Monday, February 7, 2011

impostor

we each have our own, personal impostor. or so i am learning. our impostor is our false self that we begin to construct at an early age.

author Brennan Manning says this about the impostor:

"The Impostor is the slick, sick and subtle impersonator of my true self who wants to be liked, admired, accepted and to "fit in"...The problem of the Impostor is I don't really trust that my true self in Christ is much more attractive, lovable, appealing, kind, than the false self that I manufactured...this prevents any kind of intimacy with others because I have to maintain the front, put on the act, pretend to be somebody that I am not...the result is, at some point I believe [the Impostor] is my true self."

he goes on to say (and i am paraphrasing) that at some point we need to come to terms with the impostor, with all it's pretenses and phoniness, and it is then that we can accept our true selves with our strengths and weaknesses, virtues and vices, our brokenness, and need of a Savior.

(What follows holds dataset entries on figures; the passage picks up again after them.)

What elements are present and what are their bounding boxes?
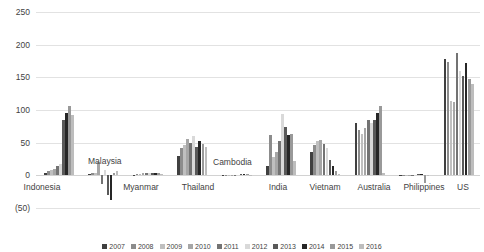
plot-area: [36, 12, 480, 208]
bar: [101, 175, 104, 184]
y-axis-tick-label: 250: [0, 8, 30, 17]
legend-label: 2007: [109, 243, 125, 250]
x-axis-category-label: Indonesia: [24, 183, 61, 192]
bar-cluster: [133, 12, 164, 208]
legend-item[interactable]: 2008: [131, 243, 154, 250]
y-axis-tick-label: 200: [0, 41, 30, 50]
gridline: [36, 208, 480, 209]
x-axis-category-label: Vietnam: [309, 183, 340, 192]
legend-item[interactable]: 2009: [160, 243, 183, 250]
y-axis-tick-label: 50: [0, 139, 30, 148]
bar-clusters: [36, 12, 480, 208]
legend: 2007200820092010201120122013201420152016: [0, 243, 484, 250]
bar-cluster: [310, 12, 341, 208]
legend-item[interactable]: 2010: [188, 243, 211, 250]
legend-label: 2010: [195, 243, 211, 250]
y-axis-tick-label: (50): [0, 204, 30, 213]
legend-swatch: [273, 244, 278, 249]
inline-category-label: Malaysia: [88, 157, 122, 166]
legend-item[interactable]: 2015: [330, 243, 353, 250]
legend-label: 2014: [309, 243, 325, 250]
legend-swatch: [102, 244, 107, 249]
bar-cluster: [355, 12, 386, 208]
legend-swatch: [302, 244, 307, 249]
bar: [160, 174, 163, 175]
legend-swatch: [188, 244, 193, 249]
legend-swatch: [160, 244, 165, 249]
x-axis-category-label: Philippines: [403, 183, 444, 192]
y-axis-tick-label: 0: [0, 171, 30, 180]
legend-label: 2009: [167, 243, 183, 250]
bar-cluster: [399, 12, 430, 208]
legend-swatch: [217, 244, 222, 249]
x-axis-category-label: Myanmar: [123, 183, 158, 192]
bar: [471, 84, 474, 175]
bar-cluster: [177, 12, 208, 208]
bar: [427, 175, 430, 176]
bar-cluster: [266, 12, 297, 208]
bar-cluster: [44, 12, 75, 208]
inline-category-label: Cambodia: [213, 158, 252, 167]
legend-label: 2013: [280, 243, 296, 250]
legend-item[interactable]: 2014: [302, 243, 325, 250]
legend-item[interactable]: 2013: [273, 243, 296, 250]
bar-cluster: [88, 12, 119, 208]
bar: [71, 115, 74, 175]
x-axis-category-label: India: [269, 183, 287, 192]
legend-label: 2011: [224, 243, 239, 250]
legend-item[interactable]: 2012: [245, 243, 268, 250]
bar: [338, 174, 341, 175]
bar: [249, 175, 252, 176]
bar: [110, 175, 113, 200]
y-axis-tick-label: 150: [0, 73, 30, 82]
legend-label: 2015: [337, 243, 353, 250]
bar: [205, 147, 208, 176]
legend-label: 2008: [138, 243, 154, 250]
x-axis-category-label: US: [457, 183, 469, 192]
bar-cluster: [444, 12, 475, 208]
bar: [382, 173, 385, 176]
x-axis-category-label: Thailand: [182, 183, 215, 192]
legend-item[interactable]: 2007: [102, 243, 125, 250]
legend-swatch: [131, 244, 136, 249]
y-axis-labels: 250200150100500(50): [0, 12, 32, 208]
x-axis-category-label: Australia: [357, 183, 390, 192]
legend-item[interactable]: 2016: [359, 243, 382, 250]
legend-label: 2016: [366, 243, 382, 250]
bar: [116, 171, 119, 175]
y-axis-tick-label: 100: [0, 106, 30, 115]
legend-swatch: [245, 244, 250, 249]
legend-item[interactable]: 2011: [217, 243, 239, 250]
bar-chart: 250200150100500(50) MalaysiaCambodia Ind…: [0, 0, 484, 252]
legend-swatch: [359, 244, 364, 249]
legend-swatch: [330, 244, 335, 249]
bar: [379, 106, 382, 175]
bar-cluster: [222, 12, 253, 208]
legend-label: 2012: [252, 243, 268, 250]
bar: [293, 161, 296, 175]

i have an impostor. i even named her many years ago: Chimera. she was a work in progress, growing into --what i believed-- was the ultimate me. she won some poetry awards, loved the spotlight, mingled with the artistic crowd --even dated Marilyn Manson, if you didn't know. but by the grace of God, right as her (my) selfishness (and self-destruction) peaked, God intervened, and reminded me that i am His child.

then, the painful-but-liberating process of my impostor's demise began, and it continues, still, to this day.

it has been difficult to let go of that which has seemingly served me so well. but i know the emptiness, insecurity and fear that hides beneath my false self. i attempted to conceal and medicate the pain in many ways. writing poetry was one way. i wrote to find approval and applause. as i began to discover how i was using poetry, the mere thought of writing a poem made me cringe and gag.

the thought of blogging has done the same.

i am not certain i will keep up with this blog. i am still wrestling with the idea.

i realize the one thing that blogging used to help me with was to keep a record --a time-line of my life-- and i need that. since my father's suicide, i have had a hard time remembering when things have happened. some things that i perceived as happening a year ago, actually happened 5 years ago, and vice verse.

so i am considering doing this blog to help with time-perception, but more importantly, to express the truth. my old myspace blog was written by and for my impostor. certainly this blog will be for me first, yes, and some of that is indeed for my impostor's need for attention, but i also hope that sharing might, somehow, help someone else.

now here is a warning: i plan on being truthful. painfully-freaking-truthful. and for some, this may create a cause for concern. i know that the kind of inner thoughts and struggles i will be sharing are not (often) freely made known. please remember: i do have God, as well as a supportive husband, family and friends to help me. i am okay.

my truthfulness might also invoke (in some) the need to respond with your analysis, insight, wisdom, advice and/or correction. for this reason i have disabled comments, and i plan to attach a notice at the end of every blog entry to explain that any attempt to share such comments, here, on Facebook, or via e-mail are not only not welcome, but will be deleted before i even read them. why? because your advice, however well-intentioned you may think it to be, is in fact poison to my process.

the only comments i welcome are positive responses, and of course the ever-so-confirming "like" button on FB. please, refrain from giving advice unless i ask. you may think this close-minded of me. you are allowed that. i am certain there is someone else out there who needs your words of wisdom. you should be kind to them, and bite your tongue. most likely, it's your impostor talking. ask me how i know.